What happens when employees don't use all their annual leave? The answer depends on local law, company policy, and sometimes the employment contract.
Many countries require employers to allow unused leave to carry over to the next year. In the EU, a landmark ECJ ruling (Schultz-Hoff, 2009) established that workers can't lose statutory leave simply because they didn't take it. Germany typically allows carryover until March 31 of the following year. The UK permits carryover where the worker was unable to take leave due to sickness or employer refusal. Some US companies cap carryover at a specific number of days ("use-it-or-lose-it" with a cap) to control liability, though several US states prohibit pure use-it-or-lose-it policies.
Encashment converts unused leave into a cash payment. It's mandatory at termination in most countries: the employer must pay out accrued but unused leave. Mid-year encashment is less common and sometimes restricted. India allows encashment of earned leave, and some companies cap encashable days to discourage hoarding. In the UAE, employers must pay out unused leave at the basic salary rate upon termination. Most European countries discourage routine encashment because the policy undermines the health purpose of annual leave.
These terms are often used interchangeably, but they refer to different leave structures.
| Factor | Annual Leave | PTO (Paid Time Off) |
|---|---|---|
| Definition | Specifically designated vacation or holiday leave | A single bank of days covering vacation, sick leave, and personal days |
| Leave types | Separate from sick leave, personal leave, etc. | Combines all leave types into one pool |
| Tracking | Only vacation days tracked under this category | All absences draw from the same balance |
| Common in | Europe, Asia, Middle East, Latin America | United States, Canada, some multinational companies |
| Statutory basis | Usually mandated by law with specific rules | Rarely mandated; company policy drives design |
| Employee preference | Clear purpose; employees know what each day is for | Flexibility to use days for any reason without justification |
| Risk | Employees may call in sick to preserve vacation days | Employees may come to work sick to save PTO for vacation |
A well-designed annual leave program balances employee wellbeing, operational needs, and legal compliance.
Data on how annual leave is used and valued across the global workforce.
Annual leave compliance isn't optional. Violations carry real penalties.

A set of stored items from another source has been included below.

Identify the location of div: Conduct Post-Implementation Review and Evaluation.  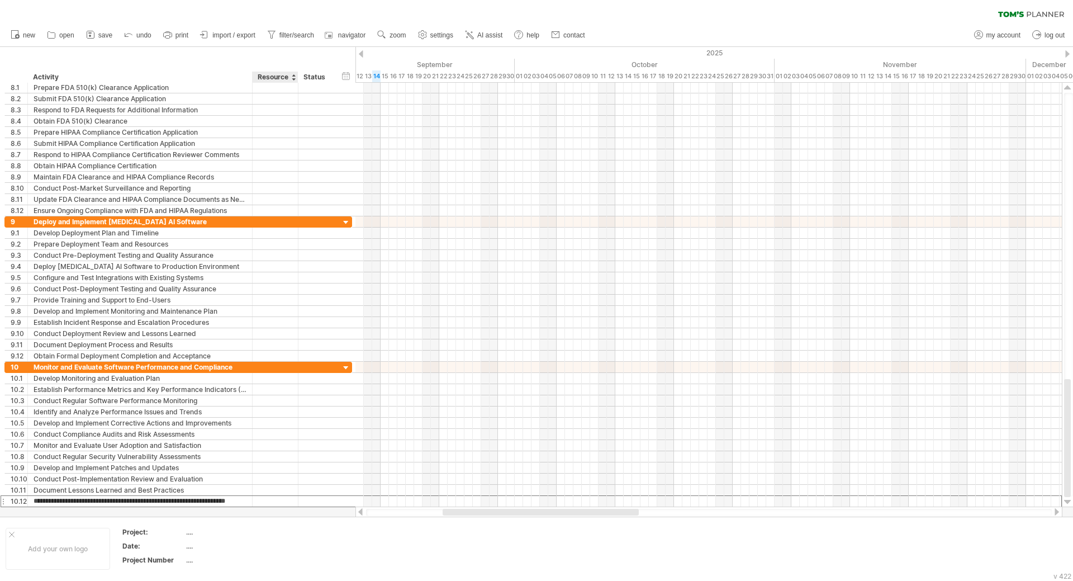
(140, 478).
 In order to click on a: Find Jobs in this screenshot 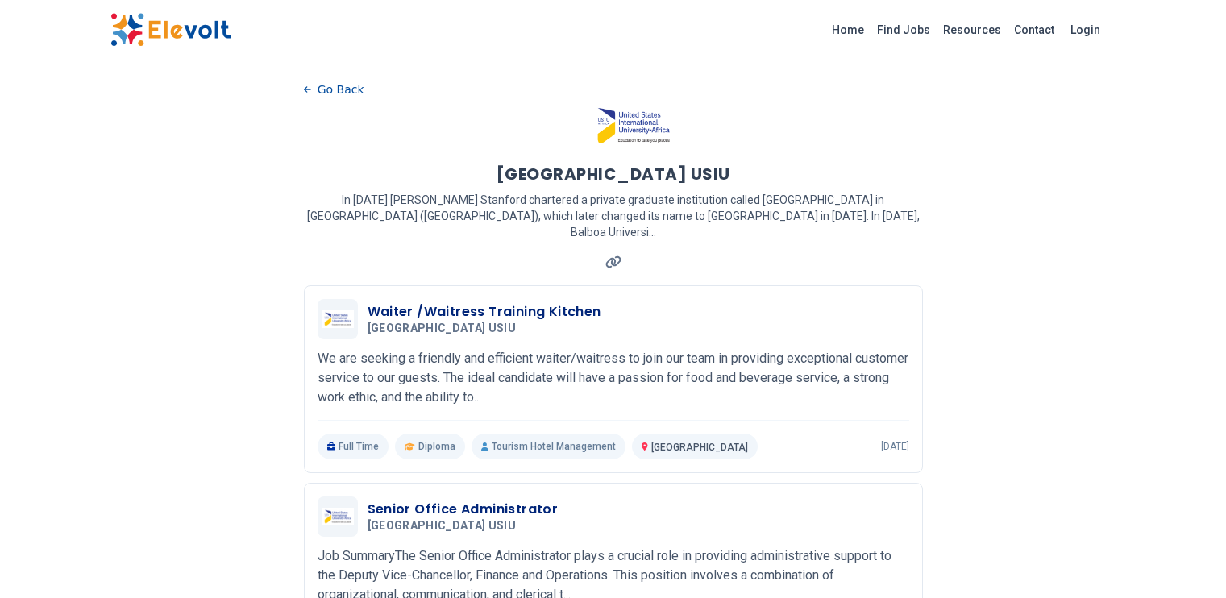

Most labor codes require employers to maintain accurate records of leave accruals, usage, and balances for each employee. In the EU, the ECJ's CCOO ruling (2019) requires employers to track working time, which includes monitoring leave. In India, the Shops and Establishments Act mandates leave registers. Failure to maintain records shifts the burden of proof to the employer in any dispute.
Nearly every jurisdiction requires employers to pay out accrued but unused annual leave when an employee exits. The calculation method matters: some countries use the daily rate at the time of termination, others use the average daily rate over the last 12 months. In the UAE, it's based on basic salary only (excluding allowances). Getting this wrong is one of the most common final paycheck errors in global payroll.
Employees can't be penalized for taking their statutory leave. In many jurisdictions, denying leave requests without valid business reasons or creating a culture where leave is discouraged constitutes a labor violation. France's labor courts have awarded damages to employees who were pressured not to take their full entitlement.